On November 23, in the village of Narborough, fifteen-year-old Lynda Mann had traipsed along a path known as the Black Pad, and there she met a man intent on committing a sexual offense. He also killed her. Mann’s body was found near the path the following day, raped and strangled. The only clue the police could collect was a semen sample, which revealed the killer’s blood as type A. Soon the case went cold, but it remained important to the local police, especially when Dawn Ashworth, also fifteen, was found raped and murdered in 1986 on another footpath only a mile from where Lynda Mann had met her demise. The attack had been shockingly violent and aggressive, and the semen from her remains proved that the blood type matched that from the earlier incident, which increased the chances that the same man had killed both girls.

Then a seventeen-year-old kitchen porter was arrested and after a lengthy interrogation of some fifteen hours, he confessed to the second murder but denied involvement in the first. After he provided details for the Ashworth incident that had not been published, admitting that perhaps he had just “gone mad,” investigators felt sure he was good for both. They decided to seek out Jeffreys, whose lab was only six miles from the first crime scene, to ask him to apply his genetic fingerprinting to confirm the boy’s involvement.
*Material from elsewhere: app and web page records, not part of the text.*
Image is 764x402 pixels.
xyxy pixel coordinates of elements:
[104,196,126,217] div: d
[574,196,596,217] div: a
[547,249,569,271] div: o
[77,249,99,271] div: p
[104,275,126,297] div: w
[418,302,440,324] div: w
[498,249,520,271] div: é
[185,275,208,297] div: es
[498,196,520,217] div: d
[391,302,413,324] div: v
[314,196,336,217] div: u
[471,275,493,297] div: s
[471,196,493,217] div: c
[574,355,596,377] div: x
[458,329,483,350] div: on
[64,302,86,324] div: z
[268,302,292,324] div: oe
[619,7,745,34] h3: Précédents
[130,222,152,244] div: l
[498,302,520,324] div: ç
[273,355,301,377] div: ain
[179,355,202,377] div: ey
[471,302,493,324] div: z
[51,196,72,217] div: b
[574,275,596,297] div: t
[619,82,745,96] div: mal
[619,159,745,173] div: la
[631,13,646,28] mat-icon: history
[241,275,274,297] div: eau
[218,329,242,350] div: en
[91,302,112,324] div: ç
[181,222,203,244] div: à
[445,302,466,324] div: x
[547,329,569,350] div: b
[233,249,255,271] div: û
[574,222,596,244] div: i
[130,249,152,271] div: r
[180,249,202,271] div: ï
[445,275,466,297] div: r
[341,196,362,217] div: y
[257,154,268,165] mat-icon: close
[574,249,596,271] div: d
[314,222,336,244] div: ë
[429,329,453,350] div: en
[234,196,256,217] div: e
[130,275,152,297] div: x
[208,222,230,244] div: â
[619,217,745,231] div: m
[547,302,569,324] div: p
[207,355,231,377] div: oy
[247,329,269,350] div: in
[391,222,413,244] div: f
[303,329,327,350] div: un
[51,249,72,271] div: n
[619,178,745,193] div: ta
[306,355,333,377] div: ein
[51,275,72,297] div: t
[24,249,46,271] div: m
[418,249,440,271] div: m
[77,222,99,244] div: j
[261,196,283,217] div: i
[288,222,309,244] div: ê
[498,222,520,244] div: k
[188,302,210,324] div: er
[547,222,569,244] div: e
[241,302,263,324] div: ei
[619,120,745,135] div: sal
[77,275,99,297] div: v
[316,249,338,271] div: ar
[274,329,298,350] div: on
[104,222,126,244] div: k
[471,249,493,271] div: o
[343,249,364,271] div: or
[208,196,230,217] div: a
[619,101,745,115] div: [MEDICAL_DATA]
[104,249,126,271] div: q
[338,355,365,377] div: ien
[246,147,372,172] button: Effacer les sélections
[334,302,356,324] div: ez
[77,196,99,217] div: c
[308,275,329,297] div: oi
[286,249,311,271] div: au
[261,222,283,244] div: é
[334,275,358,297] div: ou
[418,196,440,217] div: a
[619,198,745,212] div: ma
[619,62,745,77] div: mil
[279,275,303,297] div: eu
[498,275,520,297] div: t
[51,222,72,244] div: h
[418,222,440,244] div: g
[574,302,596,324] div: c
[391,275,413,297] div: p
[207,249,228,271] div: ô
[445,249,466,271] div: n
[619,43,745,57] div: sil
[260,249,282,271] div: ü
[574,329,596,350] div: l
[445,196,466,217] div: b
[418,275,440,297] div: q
Jeffreys had read about the two murders in the newspaper, so he eagerly agreed to test the semen samples. Since the one from the Mann murder was fairly degraded, he was uncertain what to expect. But he put it through the lengthy RFLP process and awaited the results.
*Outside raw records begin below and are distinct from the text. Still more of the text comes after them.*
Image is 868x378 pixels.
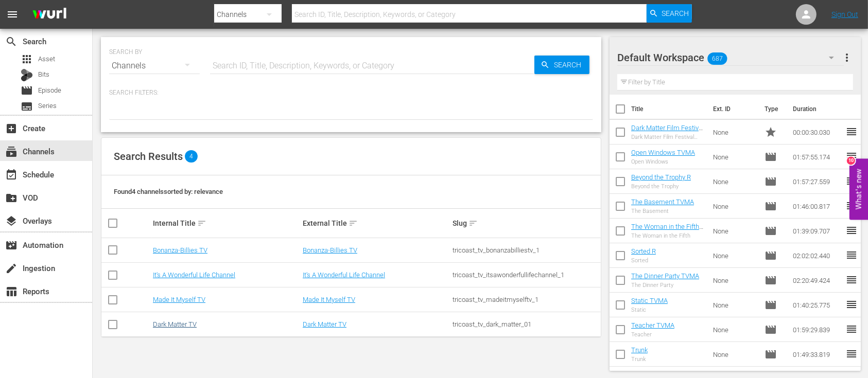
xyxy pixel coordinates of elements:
span: Episode [765,299,777,312]
div: Open Windows [632,159,695,165]
div: Bits [21,69,33,82]
a: The Dinner Party TVMA [632,272,700,280]
span: Reports [5,286,17,298]
span: sort [349,219,358,228]
a: Trunk [632,346,648,354]
span: Create [5,123,17,135]
td: 02:02:02.440 [789,243,846,268]
td: None [709,144,761,169]
span: Episode [765,200,777,212]
span: Overlays [5,215,17,228]
td: 00:00:30.030 [789,120,846,144]
span: Episode [765,274,777,287]
div: 10 [847,156,855,165]
div: The Dinner Party [632,282,700,289]
div: The Basement [632,208,694,215]
div: External Title [303,217,449,229]
button: Open Feedback Widget [850,159,868,220]
span: Search [5,35,17,48]
a: Bonanza-Billies TV [153,247,207,254]
td: None [709,169,761,194]
a: Teacher TVMA [632,321,675,329]
span: Asset [21,53,33,65]
span: Schedule [5,169,17,181]
span: Episode [765,324,777,336]
span: Series [21,101,33,113]
div: Dark Matter Film Festival Promo Submit Your Film 30 sec [632,134,705,141]
span: reorder [846,249,858,261]
td: 01:40:25.775 [789,293,846,318]
td: 01:57:55.174 [789,144,846,169]
span: reorder [846,299,858,311]
span: Episode [765,349,777,361]
span: Search [662,4,689,22]
span: Ingestion [5,263,17,275]
div: tricoast_tv_madeitmyselftv_1 [453,296,599,304]
div: Beyond the Trophy [632,183,691,190]
a: Made It Myself TV [153,296,205,304]
span: Channels [5,146,17,158]
img: ans4CAIJ8jUAAAAAAAAAAAAAAAAAAAAAAAAgQb4GAAAAAAAAAAAAAAAAAAAAAAAAJMjXAAAAAAAAAAAAAAAAAAAAAAAAgAT5G... [25,3,74,27]
span: 4 [185,150,198,162]
span: reorder [846,224,858,237]
span: Episode [765,225,777,237]
div: Teacher [632,332,675,338]
span: menu [6,9,19,21]
td: None [709,120,761,144]
span: Asset [38,54,55,64]
span: reorder [846,274,858,286]
td: 01:46:00.817 [789,194,846,219]
a: The Woman in the Fifth R [632,223,703,238]
span: reorder [846,125,858,138]
a: It's A Wonderful Life Channel [303,271,385,279]
td: 01:57:27.559 [789,169,846,194]
span: sort [468,219,478,228]
td: 01:49:33.819 [789,342,846,367]
div: Sorted [632,258,656,264]
span: Episode [38,85,61,95]
div: Static [632,307,668,314]
div: Channels [109,52,199,80]
span: Search Results [113,150,183,162]
td: None [709,293,761,318]
span: Episode [21,84,33,97]
p: Search Filters: [109,88,593,97]
a: Bonanza-Billies TV [303,247,358,254]
td: None [709,342,761,367]
span: Episode [765,175,777,188]
span: Found 4 channels sorted by: relevance [113,188,223,196]
a: Dark Matter Film Festival Promo Submit Your Film 30 sec [632,124,704,147]
a: Static TVMA [632,297,668,305]
span: Automation [5,240,17,252]
span: reorder [846,199,858,212]
div: tricoast_tv_bonanzabilliestv_1 [453,247,599,254]
a: It's A Wonderful Life Channel [153,271,235,279]
div: The Woman in the Fifth [632,233,705,240]
a: Sorted R [632,247,656,255]
div: tricoast_tv_dark_matter_01 [453,320,599,328]
div: tricoast_tv_itsawonderfullifechannel_1 [453,271,599,279]
td: None [709,243,761,268]
td: 01:59:29.839 [789,318,846,342]
th: Ext. ID [707,94,759,124]
td: 02:20:49.424 [789,268,846,293]
a: Open Windows TVMA [632,149,695,156]
div: Default Workspace [617,43,844,72]
span: reorder [846,348,858,360]
button: Search [647,4,692,22]
span: Episode [765,250,777,262]
td: None [709,194,761,219]
span: Promo [765,126,777,138]
span: Bits [38,70,50,80]
td: None [709,318,761,342]
span: 687 [707,48,727,70]
span: Episode [765,151,777,163]
a: Dark Matter TV [303,320,346,328]
th: Duration [787,94,848,124]
span: Series [38,101,57,111]
td: None [709,219,761,243]
a: Beyond the Trophy R [632,174,691,181]
button: more_vert [840,46,853,70]
span: Search [550,56,590,74]
div: Trunk [632,357,648,363]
In RFLP testing at that time, after the extracted DNA was cut into fragments, the fragments were covered in a gel to separate them into single strands. An electrical current was applied to push the negatively charged fragments through the gel at speeds relative to their length toward the positive pole, with the shorter pieces migrating faster. There they lined up according to size. The pieces were removed from the gel with a nylon membrane called a Southern Blot, and the DNA fragments were fixed to the membrane. This process exposed the A, T, C, and G bases, which could then be treated with a radioactive genetic probe. The single-strand probe would bind to its complementary base, revealing the DNA pattern, and a multilocus probe would bind to multiple points on multiple chromosomes. The probe identified specific areas of the DNA with dark bands, as revealed by an x-ray (autoradiograph or autorad) of the membrane. Then a print of the polymorphic sequences made it possible to compare to prints similarly gained from other specimens. The interpretation of a sample was based in statistical probability. If four fragments were identified, then the probability of each occurring in the population was multiplied by that of the other samples.
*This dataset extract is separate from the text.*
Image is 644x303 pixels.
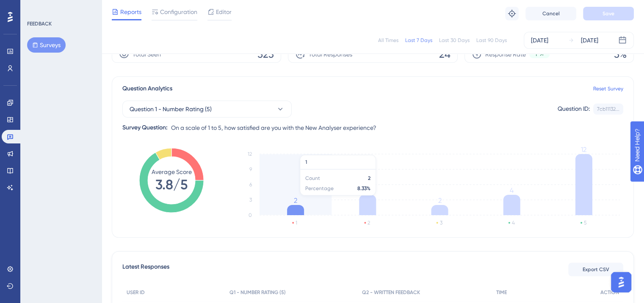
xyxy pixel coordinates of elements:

In the radioactive membrane, the genetic profile of Lynda Mann’s rapist was revealed, but when this result was compared to the porter’s sample, there was no match. However, the work continued for the next “nail-biting” week on the semen sample removed from Dawn Ashworth, and this was compared to that from Lynda Mann. This time there
was
a match, but not the one expected. The samples matched each other, so the same person had committed both crimes. However, neither sample implicated the young suspect. Despite his confession, he was not their man.

The police who had worked long hours on the case wanted to challenge this finding because it made no sense to them, but they couldn’t. None even understood the process, and Jeffreys was one of the few people in the world who knew what he was talking about. The officers could only admit that they were wrong; thus, their chief suspect became the first person in criminal history to be freed based on a DNA test. Yet there was still the matter of his confession. When asked why he had admitted to rape and murder, he said that he’d felt pressured. Indeed, he’d confessed to a number of other inappropriate incidents as well. Investigators believed that he had probably come upon the body that night, which explained how he knew unpublished details about the crime scene, and they had simply worked him into a confession based on that. (Others have suggested that during the interrogation they inadvertently fed him the details.)